This past year has been tumultuous to say the least. There have been drastic shifts in the world, between the ongoing conflict in Ukraine, Twitter’s acquisition by Elon Musk, the continued evolution of ransomware gangs, crashes in the cryptocurrency market, and breakthroughs in practical AI technology such as ChatGPT and DALL-E 2 that have brought the ethics of artificial intelligence back into public discourse. Today though, we want to discuss the top 3 biggest cybersecurity events of the year, because there have been some doozies.
1. Cyberwar in Ukraine
In February 2022, the world watched in shock as tensions between Ukraine and Russia descended into an all-out war. With Russia’s invasion of Ukraine, many in the industry braced for the increased likelihood of collateral damage as Ukraine and Russia inevitably resort to cyberattacks. Russia had previously utilized cyberattacks against Ukrainian power distribution and communications infrastructure, and this behavior surged in the buildup to the invasion. According to James Andrew Lewis, writing for the Center for Strategic & International Studies, Russia launched a broad cyber campaign shortly before, and continue after, the invasion. The primary targets of which were government websites, energy providers, telecommunications companies, financial institutions, and media outlets.
However, these attacks were not relegated merely to those listed above; cyberattacks were up across the board for Ukrainian companies regardless of industry, and even non-Ukrainian targets were caught up in attacks that were intended for other targets. These operations were also not exclusively destructive network intrusions, as Russia utilized complex phishing and misinformation campaigns targeting Ukrainian refugees. The conflict is ongoing, and we continue to see elevated levels of cybercrime in the region.
2. LastPass Breach(es)
On August 25th, LastPass notified the world that an unknown threat actor accessed a cloud storage development environment to steal portions of LastPass’ source code and proprietary technical documentation. The breach was caused by a single compromised developer account, supposedly due to a phishing attack. In September, LastPass provided an update that the investigation had concluded that the attacker had only managed to steal source code, with no access to customer data or encrypted password vaults.
Unfortunately, this was not the end. In late November, LastPass notified customers that there had been a secondary compromise that allowed the threat actor to obtain a copy of a backup of customer vault data from an encrypted storage container. The threat actor was also able to obtain basic customer account information such as company names, usernames, billing addresses, email addresses, mobile numbers, and IP addresses.
Though passwords themselves are safely encrypted in the vault, there is also some unencrypted data such as website URLs that would have been included with the vault. However, now that the actor has their hands on the encrypted password vaults, the only thing that prevents them from cracking a specific password vault is the strength of the master password used to encrypt the vault. Those who have used lengthy and complex passwords will be relatively insulated from the fallout of this attack, but all LastPass users should be on the lookout.
3. Twitter API Leaks
It’s been a tumultuous year for Twitter with Elon Musk’s purchase of the social media goliath and the resulting organizational restructuring, and the holiday season hasn’t treated them any better. Just after Christmas, a threat actor going by the name “Ryushi” on a black-market hacking forum claimed to be in possession of the data of 400 million Twitter users by exploiting a now-fixed vulnerability in the Twitter API. Ryushi gave examples of high-profile twitter users contained in the dump such as US Congresswoman Alexandria Ocasio-Cortez, Donald Trump Jr., the official SpaceX twitter account, and others. The threat actor appeared to be ransoming the data back to Twitter, demanding $200,000 for the data dump under consequence of heavy GDPR fines if the data is released publicly.
Since then, much of the data has been released publicly by a new threat actor on the same black-market forum. However, this batch seems to be a more tightly curated duplicate of the 400 million user dataset stolen by Ryushi, cut down to only 221 million records. Both sets include detailed information about user profiles, including email addresses, names, screen names, follower counts, account creation dates, and more.
While 2022 has been a challenge for many around the world, we have hope that things will begin to improve. At this point, it’s been made clear that organizations need to change how they think about and manage cybersecurity within their organizations. Cybersecurity Performance Management (CPM) makes this possible. According to Gartner’s® Hype Cycle for Cyber Risk Management, 2022 – CPM is expected to “highly benefit” organizations who adopt it. When there is visibility into the alignment of the business and cybersecurity, it vastly increases performance, ROI on security improvement initiatives, and reduces risk. We believe that businesses will continue the process of maturing their cybersecurity and risk management processes to a point where there is lower overall risk of catastrophic data breaches due to lack of actionable visibility into the operational effectiveness of security measures.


Problem description => Take every line in the entries that includes the word "image" and copy it.
Input material section start
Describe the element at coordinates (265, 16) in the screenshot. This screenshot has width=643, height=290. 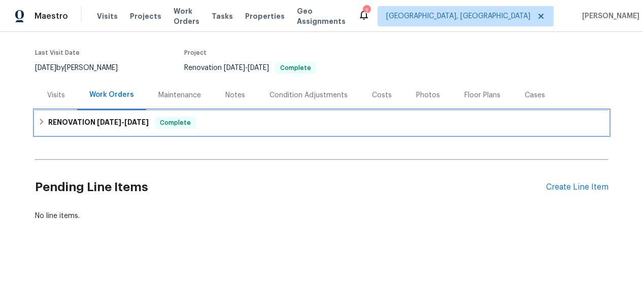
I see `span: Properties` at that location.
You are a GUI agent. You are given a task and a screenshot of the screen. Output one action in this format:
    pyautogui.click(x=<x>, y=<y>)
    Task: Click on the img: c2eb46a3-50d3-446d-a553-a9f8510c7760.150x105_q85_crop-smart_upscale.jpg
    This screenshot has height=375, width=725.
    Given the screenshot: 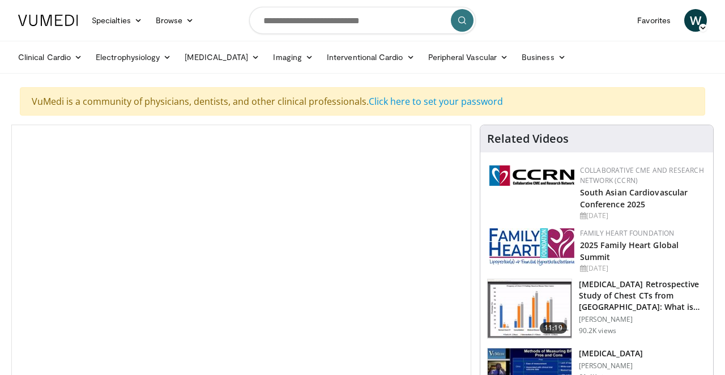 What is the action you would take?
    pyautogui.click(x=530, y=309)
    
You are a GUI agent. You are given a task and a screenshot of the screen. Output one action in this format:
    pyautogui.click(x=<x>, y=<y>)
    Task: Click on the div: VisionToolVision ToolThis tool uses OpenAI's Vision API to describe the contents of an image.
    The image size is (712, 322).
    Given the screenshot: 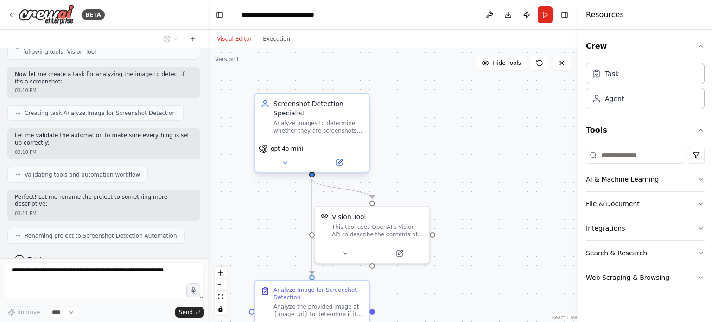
Input material section end
Answer section =>
    Task: Click on the div: VisionToolVision ToolThis tool uses OpenAI's Vision API to describe the contents of an image.
    The image size is (712, 322).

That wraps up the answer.